Blogless: Blog of Design Less Better.

Posts tagged .

Aphorisms on Creativity from Pixar

Pixar Studios has for many years produced excellent, highly successful creative work. In this month's Harvard Business Review, Pixar President Ed Catmull offers some insight into how.

Adaptive Path's weekly "signposts" post pointed me to a Harvard Business Review article written by Pixar president Ed Catmull about creativity. And boy howdy, it is a gem. Below, I quote it often and at length, not (solely) because I am lazy, but because paraphrasing it would be a violent disservice to its pithy creative insight.

Its principle thesis is that there is a common and crucial misunderstanding about the nature of creativity that exaggerates the importance of the initial idea in creating an original product.

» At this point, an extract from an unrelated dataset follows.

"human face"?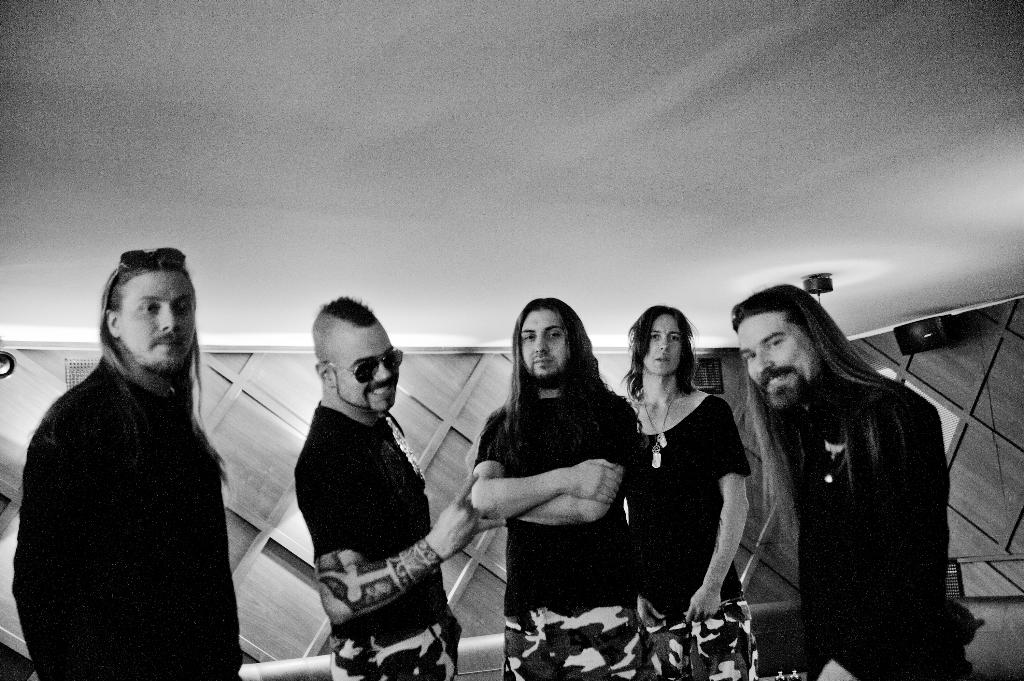
x1=737, y1=314, x2=814, y2=417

And while this idea perhaps simply recapitulates the famous Edisonian encomium to work, it does so with some pretty damn compelling market proof: Pixar studios.

These icons link to social bookmarking sites where readers can share and discover new web pages.
PaulSep 3, 2008
 

Fail better, Part 2: Getting great, getting fired.

A lot of people will patiently try and explain to you that being a professional designer means having a certain detachment from your work. But that's a bunch of crap. It's okay to care, it's okay to fail, and it's okay to make some people think you're crazy along the way. That's how great work gets done.

Most people are other people.
Their thoughts are someone else's opinions,
Their lives a mimicry,
Their passions a quotation.
— Oscar Wilde

We all want our clients to be happy. The engagement I was talking about Monday sticks out in my mind because it's the only one in my life where the client wasn't happy.

I have reflected, and I know I had a few things to learn about professionalism (and salesmanship, obviously). But what I felt then, and I still feel now, is that what's going to make everyone really happy is great results.

Now, great isn't easy. It isn't guaranteed. And we all need to eat, so that means we've got to know when to hold 'em and when to fold 'em. But nobody ever got great by playing it safe. Trying to implement new ideas is risky business.

Every time we try to do something great, we gamble our reputations. Sometimes we get fired, and sometimes we have to resign. Maybe someday, somebody will shake their fist and yell, "You'll never work in this town again!" But listen: If we just wanted money, we'd have jobs writing code for Oracle or re-touching photos for Teen People, or as sub-bosses in a 1920s crime syndicate.

Jon Polito as Caspar in Miller's Crossing
"Money, okay, everybody likes money. But somehow it don't seem like him."
These icons link to social bookmarking sites where readers can share and discover new web pages.
PaulJun 4, 2008
 

Fail better, Part 1: It’s OK to be involved.

A lot of people will patiently try and explain to you that being a professional designer means having a certain detachment from your work. But that's a bunch of crap. It's okay to care, it's okay to fail, and it's okay to make some people think you're crazy along the way. That's how great work gets done.

Ever tried. Ever failed. No matter. Try Again. Fail again. Fail better.
— "Slammin'" Sam Beckett

The key to success is finding the balance between caring and not caring.
This sounds all Zen and profound, but it really depends on how you define success.

Here is an actual situation that happend to us:

Some time back, we were designing some things for a client in a design area that was pretty much totally virgin territory for everyone involved. It was exciting for this reason.

The client and ourselves had a handful of meetings, after which we came up with some proposals, pitched them, and they were accepted. A plan of action was outlined and agreed upon. Talk around the table indicated that since we were in new territory, the best course was to just start pushing through the first couple of passes, and then re-evaluate.

About halfway through the project, Nick and I were up very late drinking bourbon, (attentive readers will notice this is somewhat of a motif) and we had the vaunted "Eureka!" moment. All of a sudden, the project made sense, and we had an actual, real solution right there in our hands.

First, the good news: It was still a real solution the next morning. We spent that day creating a presentation detailing the ways that our new proposal addressed all the concerns that the client had voiced, and flat-out solved the problem from a conceptual standpoint. We pitched it that same afternoon.

Now the bad news: The client felt it was best to continue building the original idea.

These icons link to social bookmarking sites where readers can share and discover new web pages.
PaulJun 2, 2008
 

Genius will Solve any Problem

When it comes to strategies for bringing out our creativity, there's no magic bullet, but we're not left empty-handed. The best ammunition we've got is just slightly more oblique.

Copyblogger Brian Clark proved once again that he is truly the master of click-inducing post titles with his Sunday post, How to Write Remarkably Creative Content.

These icons link to social bookmarking sites where readers can share and discover new web pages.